Ans SUPER expensive ones that appear to make a 3D hologram in the air.
However, wouldnt it make sense to change the shape from a square to a wedge/arc that more accurately follows the arc of its orbit and resulting in a tighter pitch between scan line?
I worked for a company (2009-10) that made big spinny ones for outdoor advertising (they got a few deployed in the UK) and were working on a 8'x5' billboard-style one which had 8 huge rotors, each with 4 arms, coated in (of the time huge) LEDs.
When it span up, it sounded like a steam-powered 747 trying to take off.
Thankfully (because the potential for catastrophic disintegration was huge) the company went bust before any of these got deployed anywhere near the public.
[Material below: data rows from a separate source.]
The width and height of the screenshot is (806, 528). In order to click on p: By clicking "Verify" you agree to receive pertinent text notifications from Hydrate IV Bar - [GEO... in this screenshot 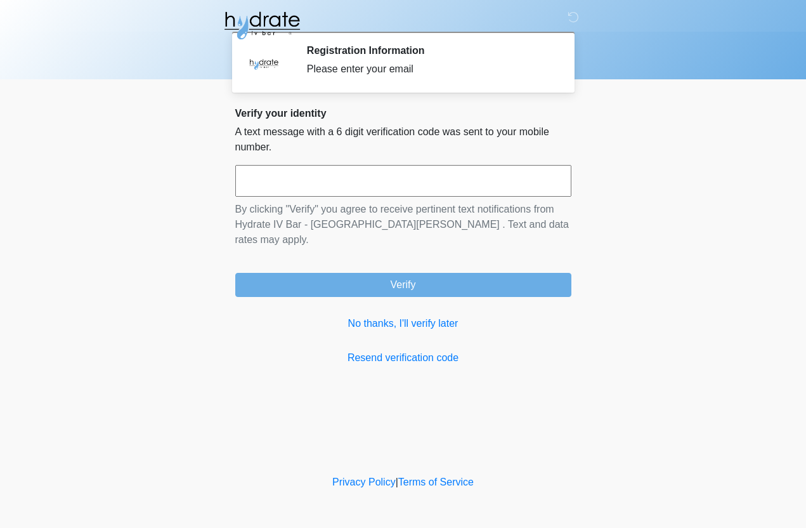, I will do `click(404, 225)`.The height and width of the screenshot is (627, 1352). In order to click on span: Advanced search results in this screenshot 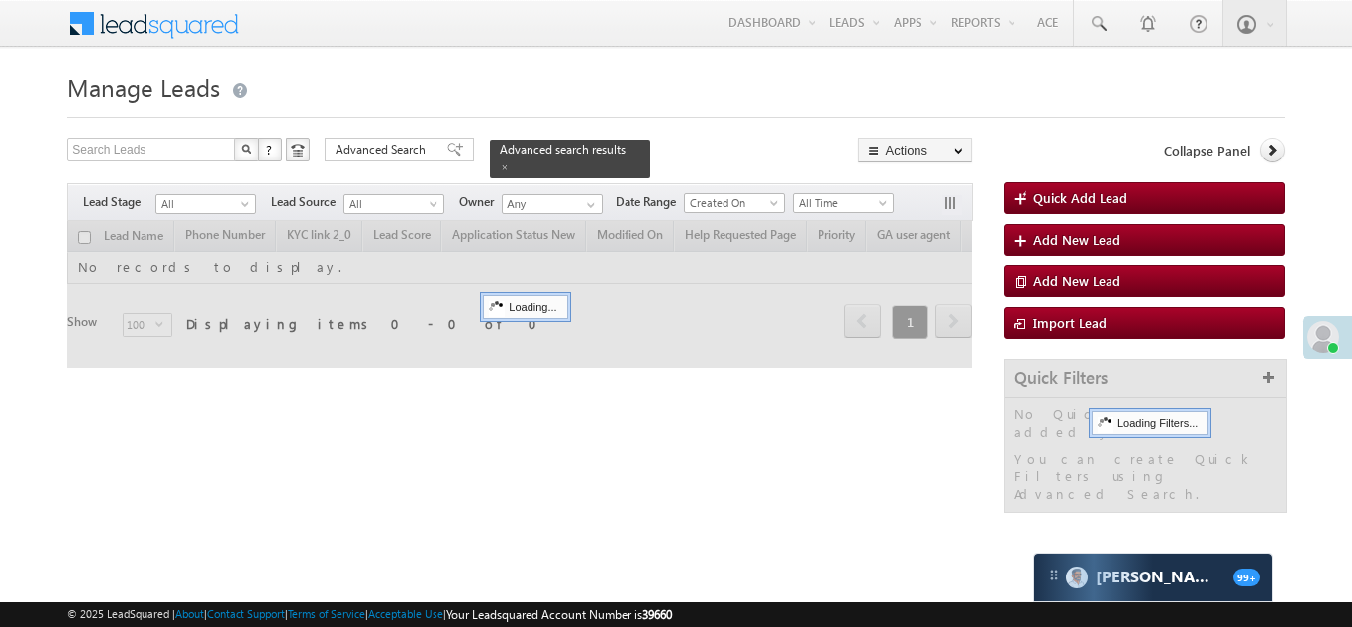, I will do `click(562, 149)`.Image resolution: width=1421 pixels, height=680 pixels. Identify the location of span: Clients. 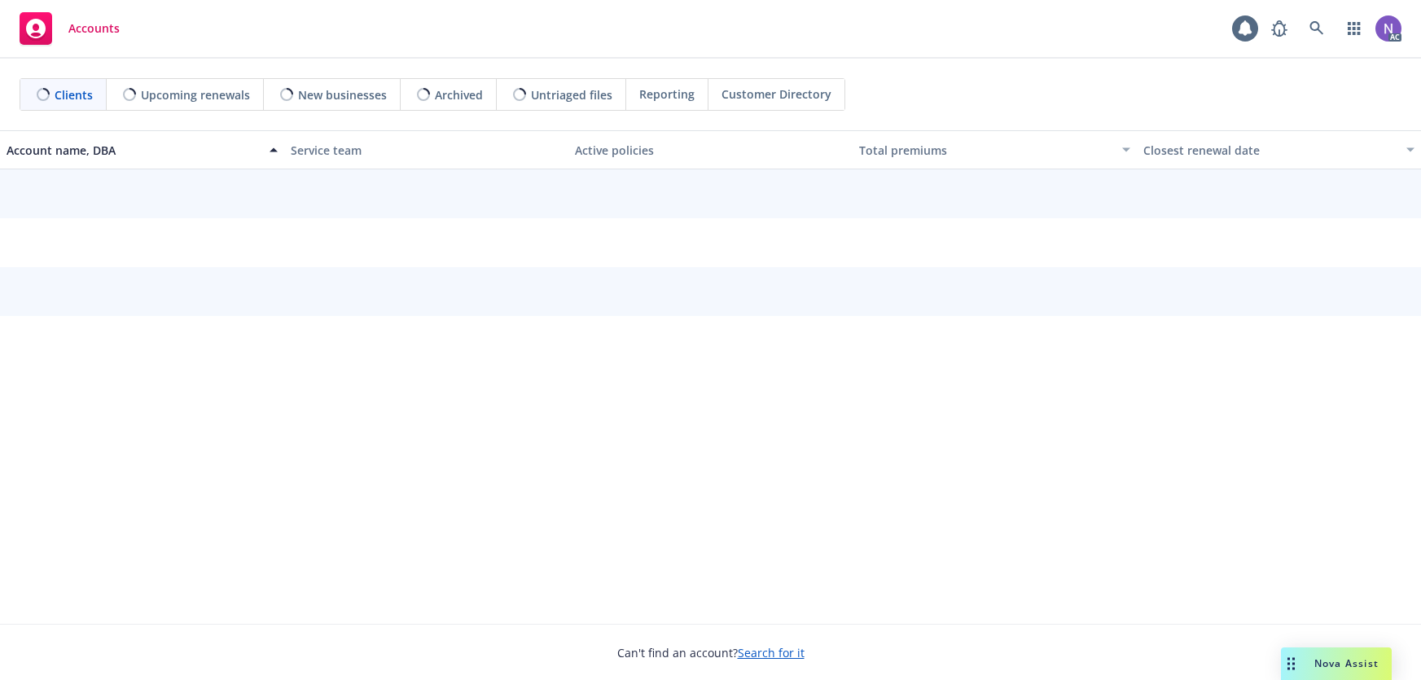
(73, 94).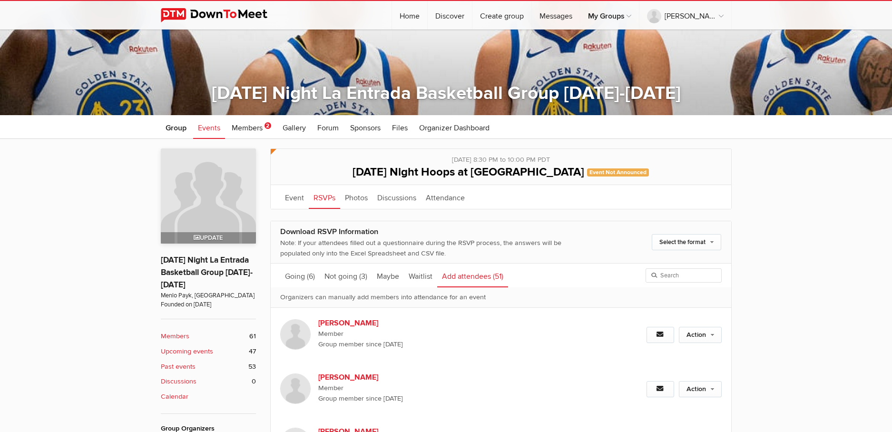 The image size is (892, 432). Describe the element at coordinates (208, 196) in the screenshot. I see `img: Thursday Night La Entrada Basketball Group 2025-2026` at that location.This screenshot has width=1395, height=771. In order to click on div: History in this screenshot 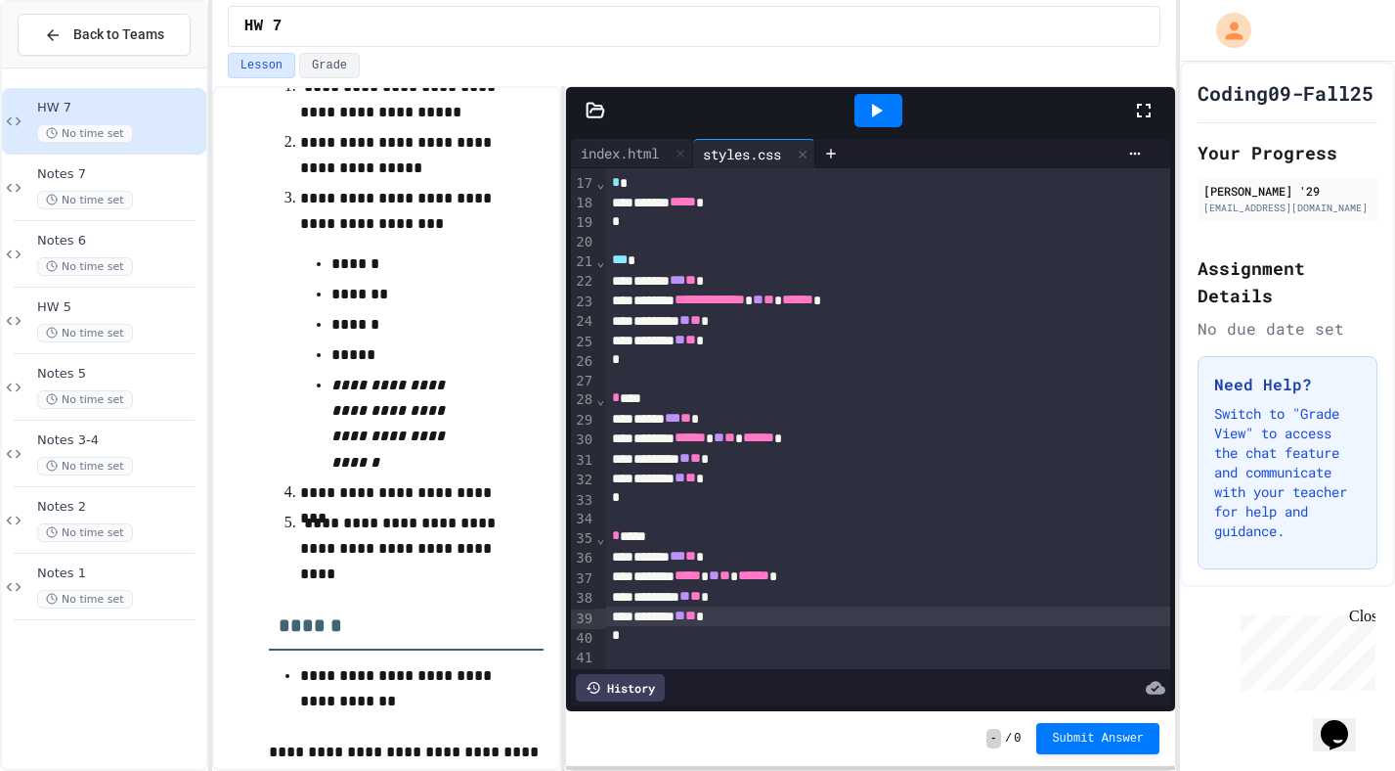, I will do `click(620, 687)`.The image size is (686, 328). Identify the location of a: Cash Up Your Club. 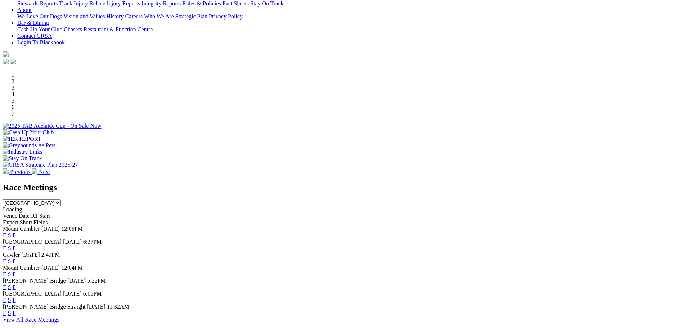
(40, 29).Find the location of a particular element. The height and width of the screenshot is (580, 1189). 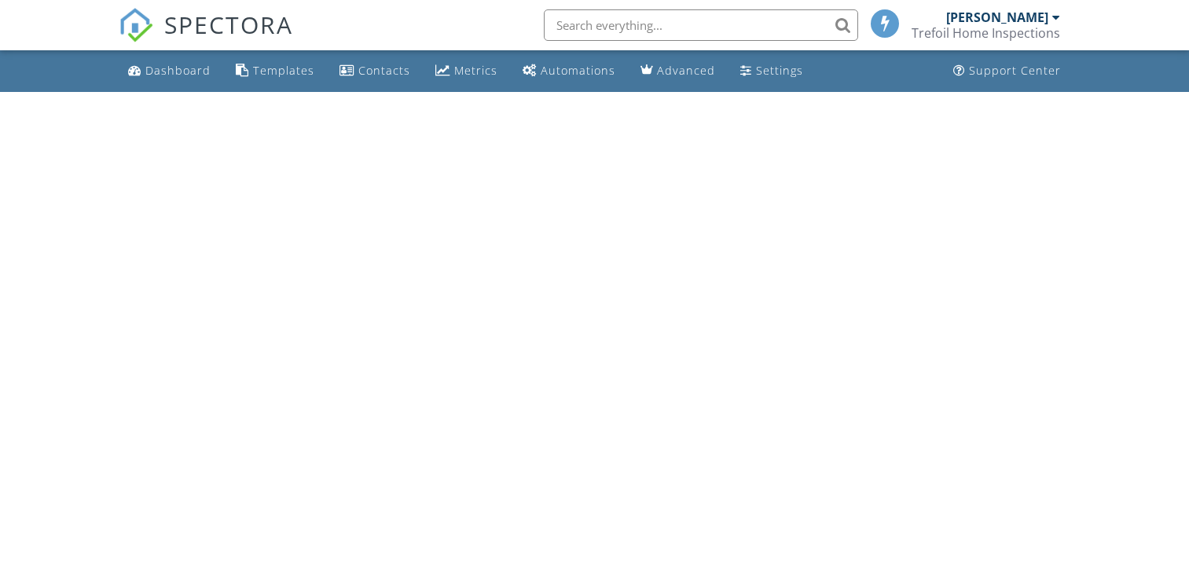

img: The Best Home Inspection Software - Spectora is located at coordinates (136, 25).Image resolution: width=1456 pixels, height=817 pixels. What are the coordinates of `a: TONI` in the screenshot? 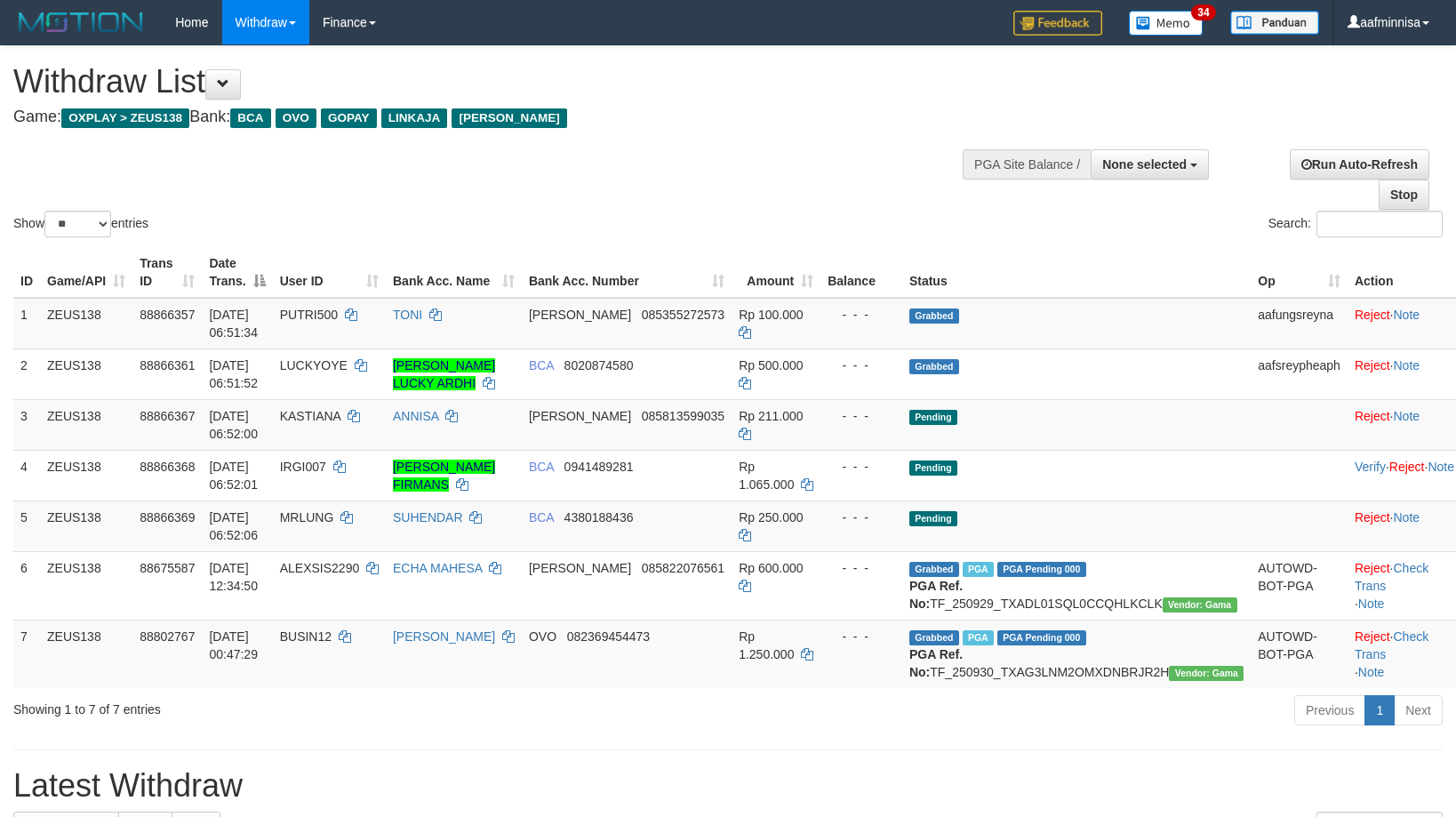 It's located at (407, 314).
That's cute. I considered doing that back when I was doing steampunk props.
I'd like to see someone revive Scophony.[1] That was the best of the mechanical television systems. It's a much brighter system, because a whole line is illuminated once, not just one pixel at a time. 9' x 12' projectors were built, at 405 lines. The "super-sonic light valve" is the only hard part. That's a long, narrow liquid tank with a transducer at one end. You could probably use a prism from an old laser printer for the fast scanning direction, and 3-phase drone motors to drive the mirrors. Keeping the mechanics in sync would not be hard with modern motor controllers.
Any reason a belt with holes couldn't replace the disk with holes for a more compact and rectangular viewing surface? Should be easy enough to test with a belt sander.
The closest thing from the time was mirror drums but those don't sound too similar, and they had mirrors for some reason.
This reminds me of the recovery of original Baird recordings (made on phonograph-style discs) which couldn't be played back at the time, but modern technology came to the rescue:
There was a project in the 1980s in one of the electronics mags to make a mechanical TV. I didn't build a unit, but the bit I remember was the need to sacrifice a 12" LP for the disc and drilling a spiral of holes in it.